From the PGA

Career Opportunities in the Golf Industry Are Endless

By Beth Ann Nichols
Published on

Jasmin Cunningham’s long-term goal is a C-suite position that’s focused on diversity and inclusion at a large golf company. The 24-year-old got started in golf at a First Tee program in Atlanta at age 10 and played collegiately at Maryland Eastern Shore while taking part in the Professional Golf Management Program.
Last October, Cunningham was hired as an associate account representative at Acushnet Company, where she sits on the Diversity, Inclusion and Belonging council and is one of the leads of the diversity program for PGA professionals associated with the Titleist brand.
Cunningham became the eighth Black woman to obtain PGA membership, something she’s proud of but also sad about considering that Renee Powell became the first Black woman member in 1996, the year Cunningham was born. It’s a big reason why she wants to “be in the room where people ultimately make decisions.”
Cunningham wants to help create change.
There are 28,000 PGA professionals who work in the $84 billion golf industry. Some jobs are top of mind for most folks: teaching and coaching, golf operations and executive jobs like a club’s general manager.

But others, like Dave Barton’s position as director of education and editor of Golf Business Magazine for the National Golf Course’s Owners Association, represent some of the non-traditional jobs that make up the more than 2 million the industry has to offer.
Barton, a retired Naval officer and helicopter pilot, certainly didn’t foresee his current role when he transitioned into the golf industry at age 45. He started out as an assistant pro, becoming a PGA member in 2008, and eventually moved on to a consultant role for Raspberry Golf Management. Until recently, Barton also had part ownership in the Virginia Golf Center in Cliffton.
In his current job with the NGCOA, Barton helps to coordinate webinars and podcasts as well as weekly and bi-monthly digital products.
“One of the primary things we do,” said Barton, “is provide education and information that we feel is valuable to our owners and operators.”
If professional golf didn’t work out, Ryan Young pictured a career in golf course design. When Chambers Bay began hiring to get ready for the 2015 U.S. Open, Young jumped at the chance to work on the turf crew.
After a Jordan Spieth triumph, however, Young’s efforts shifted to teaching and growing the game. By year’s end, he’d presented a business plan to create an academy at the renowned public course on Puget Sound and got the green light.
In 2020, the Chambers Bay Academy hosted 27 programs with over 2,200 participants. Young, the director of instruction at Chambers, took the PGA HOPE program virtual, providing adaptive golf classes for roughly 140 veterans from his living room using Zoom.
“That was one that really hit home with me,” said Young.
Anna Newell could feel the nerves pumping as the start of the LPGA’s Pelican Women’s Championship neared last November. And then it hit her: She wasn’t playing anymore. She was spectating.

Newell, an assistant pro at Pelican Golf Club in Belleair, Florida, realized early on in her play-for-pay days that living out of a suitcase didn’t suit her. She stumbled upon a post for an outside services job at Pelican online and was promoted to assistant pro in December of 2019. Nearly one year later, the renovated club hosted an LPGA event and Newell, 24, got to see tournament golf from a whole new perspective.

“It got the juices flowing again,” she said.

Newell found a way to combine her deep love of golf with a job that suits her personality in ways she could never have dreamed as a college player at Tennessee. She’s one of several former collegiate players on staff at Pelican who work to make sure the women at the club feel as comfortable and at home as the men.

“I don’t have a set plan for myself,” said Newell. “I just know that what I do right now, I love.”

Lacy Erickson majored in economics at Oregon but wasn’t sure if a traditional 9-to-5 job would fit her personality. She worked in the pro shop at Eugene Country Club while playing on the women’s golf team and was encouraged by several of the assistants there to pursue a full-time career in the industry.

From Eugene she moved to Las Vegas to finish the PGA program and then on to Reno, ultimately coming back to Oregon for a job as an assistant pro at Portland Golf Club.

She’d been there for more than a decade, loving every minute of it. As Erickson searched for a head professional post, time after time well-meaning people would tell her she might need to take a step backwards in pay or move to a location she wasn’t interested in order to move forward in her career.

But Erickson, 40, didn’t believe them.

Earlier this year, she applied for the head professional job at Pumpkin Ridge Golf Club’s Witch Hollow Couse in Portland, Oregon. The general manager was so impressed with Erickson’s interview and long-term business plan, however, that he instead hired her to be the club’s new director of golf.

“The whole process of everything falling into place as it should be,” said Erickson, “has been overwhelming for me.”

Like so many in golf, it’s a journey of the heart that’s far from complete.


▶ [AIM OF THE EXERCISE]
Pictures do not belong in the copy, so please give every entry below again exactly.

Start of DATA FOR ANALYSIS

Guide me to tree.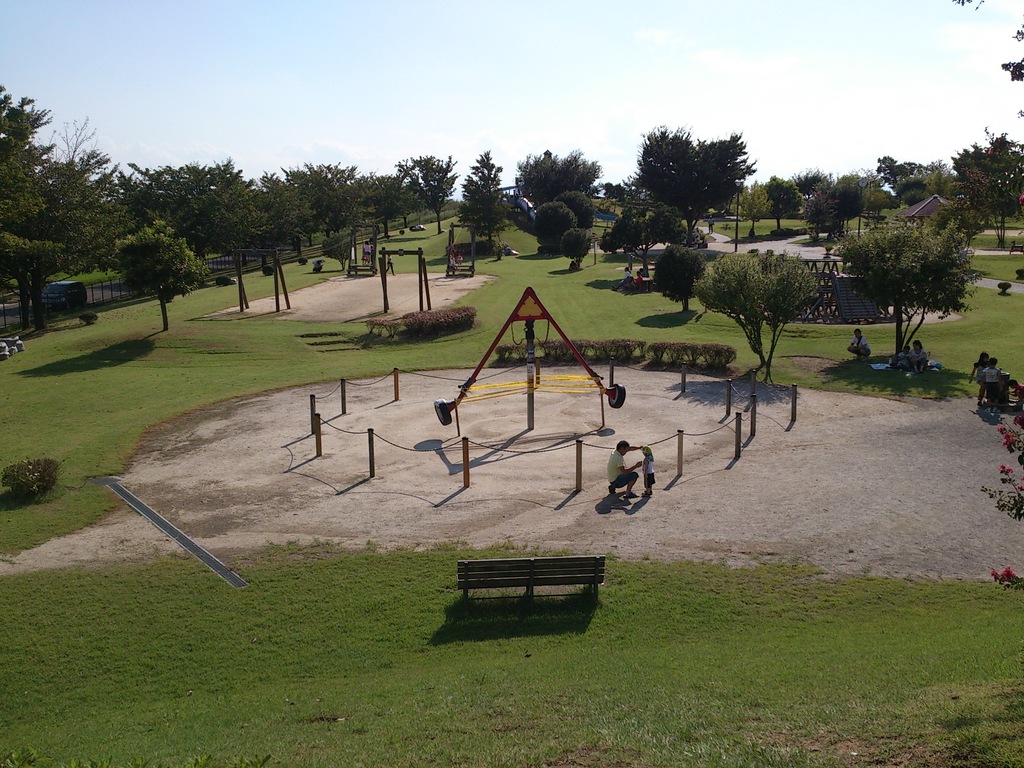
Guidance: {"x1": 692, "y1": 246, "x2": 822, "y2": 374}.
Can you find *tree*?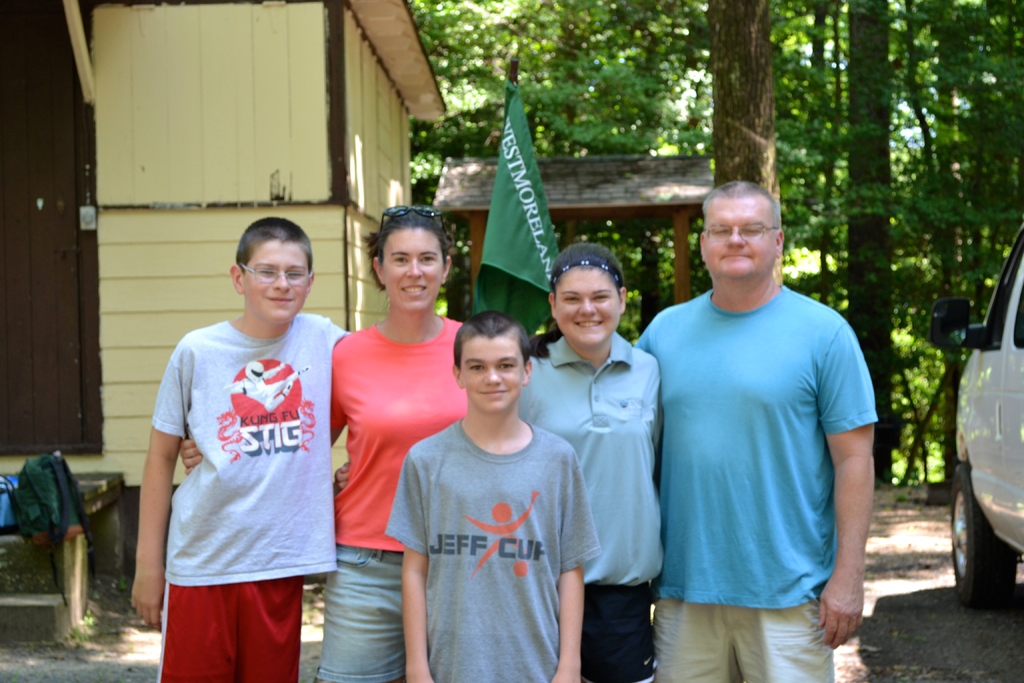
Yes, bounding box: pyautogui.locateOnScreen(403, 0, 556, 169).
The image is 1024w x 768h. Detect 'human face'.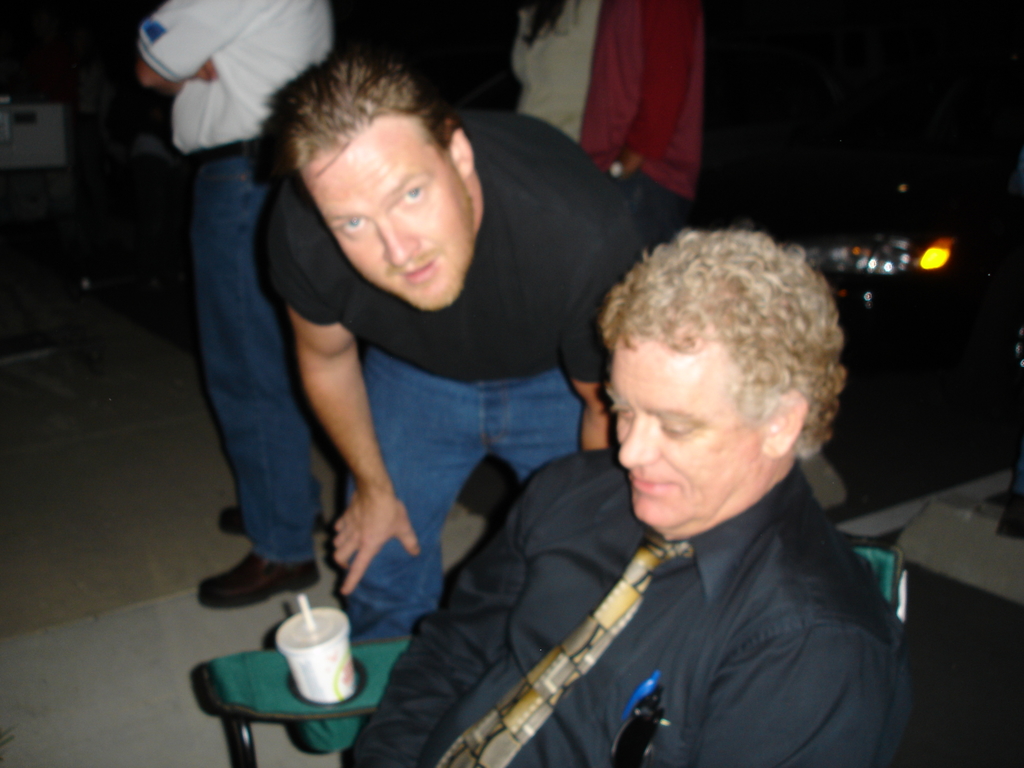
Detection: (left=305, top=122, right=476, bottom=309).
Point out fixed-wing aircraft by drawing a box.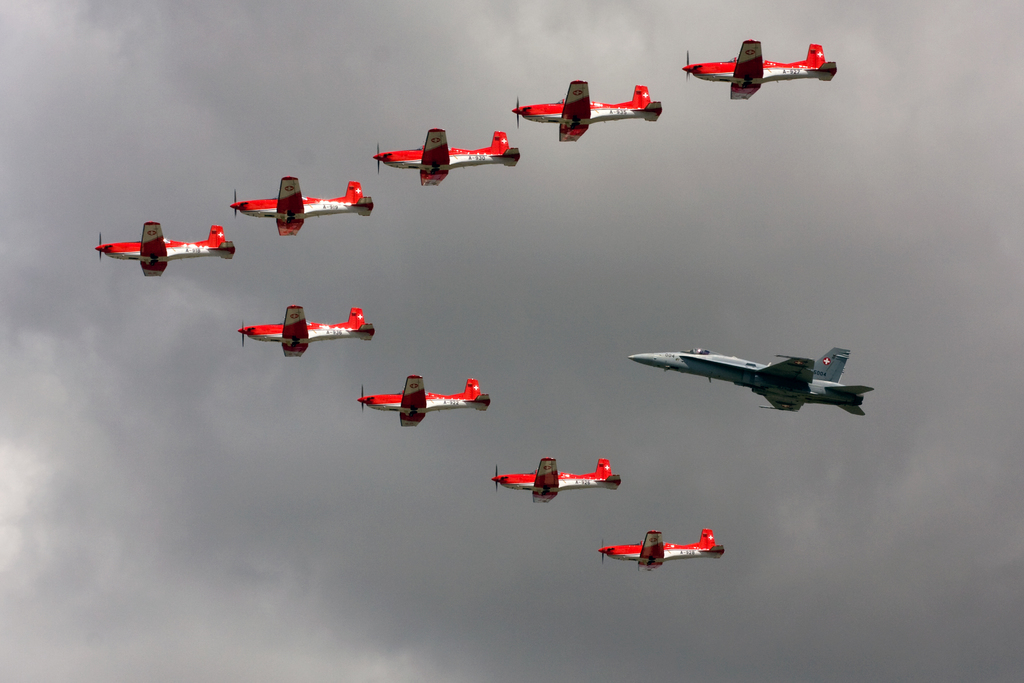
rect(95, 222, 238, 278).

End of DATA FOR ANALYSIS

▶ [TASK RESPONSE]
Guide me to tree.
Guidance: {"x1": 692, "y1": 246, "x2": 822, "y2": 374}.
Can you find *tree*?
Yes, bounding box: pyautogui.locateOnScreen(403, 0, 556, 169).
The image is 1024w x 768h. Detect 'human face'.
Detection: (left=305, top=122, right=476, bottom=309).
Point out fixed-wing aircraft by drawing a box.
rect(95, 222, 238, 278).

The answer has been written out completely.